Animations Lab
Motion studies for the publication runtime. Each experiment gets its own stage, its own thesis, and enough room to be judged as an authored visual object.
Ambient Drift
The default breath of the system.
Quick Explanation
A low-density field that establishes the quiet life-sign of the runtime. This one is allowed to be restrained because it is the baseline.
Distilled
Quiet motion only matters if restraint still feels alive.
Rationale
- Validates the particle store, field substrate, material substrate, and baseline renderer path.
- Sets the taste threshold for motion that can live behind an article without stealing the article.
- Creates the performance baseline before more expressive motifs get layered on top.
Insights
- The runtime needs a calm register before it earns dramatic registers.
- Density is part of taste, not just a performance number.
- The field should read as atmosphere, not screensaver noise.
What This Proves
- A field-driven scene can remain legible and smooth.
- The publication can have background motion without becoming a toy.
- The base substrate is stable enough to build from.
Memory Zone
Motion gains meaning when space changes behavior.
Quick Explanation
A visible memory chamber changes the behavior of particles that cross it. The point is semantic space: motion reacts to where it is.
Distilled
Space is no longer neutral. It has memory, temperature, and consequence.
Rationale
- Tests zone occupancy as a semantic primitive, not a renderer trick.
- Exercises enter and continuous-in-zone effects through the pipeline.
- Makes the user see why zones matter before reading the implementation notes.
Insights
- A zone has to be visually authored; invisible geofences read as random particles.
- Warmth and persistence make spatial meaning legible faster than raw particle count.
- The effect needs slow decay so memory feels like memory.
What This Proves
- The zone model is worth keeping.
- Event-triggered effects can carry editorial meaning.
- Animation can encode place, not just movement.
Text Emergence
The writing itself becomes a source of motion.
Quick Explanation
Literal text anchors the scene. The title remains visible while particles lift from its bounds and drift into the surrounding field.
Distilled
If motion can emerge from language, the engine has found its home.
Rationale
- Binds the runtime to publication composition instead of generic particle spectacle.
- Validates text-bound emitters as an authoring concept.
- Creates a path toward article heroes where prose and motion are one object.
Insights
- The text must remain primary. The motion is evidence of the text, not a replacement for it.
- Bounds are acceptable for v1, but glyph-aware emission is the real next step.
- Editorial animation should make language feel physical.
What This Proves
- The runtime belongs inside the publication voice.
- Text can act as an emitter and a composition anchor.
- Future museum pieces can be content-shaped, not only canvas-shaped.
Fracture Pulse
A restrained rupture: intensity used as punctuation.
Quick Explanation
A calm field is interrupted by sharp fracture geometry and electric particles. The point is controlled rupture, not constant chaos.
Distilled
The system needs a way to break composure without losing taste.
Rationale
- Adds dynamic contrast after the quiet and semantic experiments.
- Tests temporary intensity as punctuation rather than decoration.
- Defines what high-energy article moments could look like without becoming generic VFX.
Insights
- Sparse fracture lines read stronger than noisy sparks.
- The reset back to calm is part of the design.
- Volatile effects should be hard to promote into core until they survive restraint.
What This Proves
- The runtime can carry expressive contrast.
- Events and pulse-like modulation deserve first-class treatment.
- The visual language can include tension without becoming tacky.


§ **PROBLEM**
An exact copy of every record below is required, with the pictures left out.
+---+
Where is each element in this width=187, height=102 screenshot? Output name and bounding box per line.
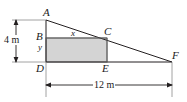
vertex-label-C: C: [104, 26, 111, 37]
vertex-label-F: F: [172, 50, 179, 61]
shaded-rectangle: [46, 38, 107, 62]
geometry-figure: A B C D E F x y 4 m 12 m: [0, 0, 187, 102]
side-label-x: x: [71, 29, 75, 38]
vertex-label-B: B: [36, 31, 43, 42]
dimension-label-base: 12 m: [93, 80, 115, 90]
vertex-label-A: A: [43, 7, 50, 18]
vertex-label-E: E: [102, 63, 109, 74]
side-label-y: y: [38, 43, 42, 52]
vertex-label-D: D: [36, 63, 44, 74]
dimension-label-height: 4 m: [3, 35, 20, 45]
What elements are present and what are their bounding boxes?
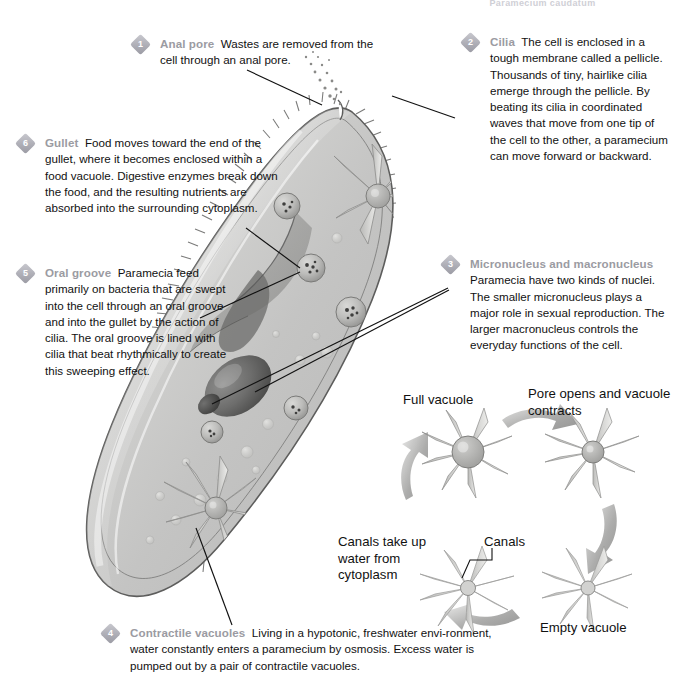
+---+
§ **RESPONSE AREA**
Where is each element in this width=187, height=102 screenshot? Output name and bounding box per line.
vertex-label-C: C: [104, 26, 111, 37]
vertex-label-F: F: [172, 50, 179, 61]
shaded-rectangle: [46, 38, 107, 62]
geometry-figure: A B C D E F x y 4 m 12 m: [0, 0, 187, 102]
side-label-x: x: [71, 29, 75, 38]
vertex-label-B: B: [36, 31, 43, 42]
dimension-label-base: 12 m: [93, 80, 115, 90]
vertex-label-A: A: [43, 7, 50, 18]
vertex-label-E: E: [102, 63, 109, 74]
side-label-y: y: [38, 43, 42, 52]
vertex-label-D: D: [36, 63, 44, 74]
dimension-label-height: 4 m: [3, 35, 20, 45]
What elements are present and what are their bounding boxes?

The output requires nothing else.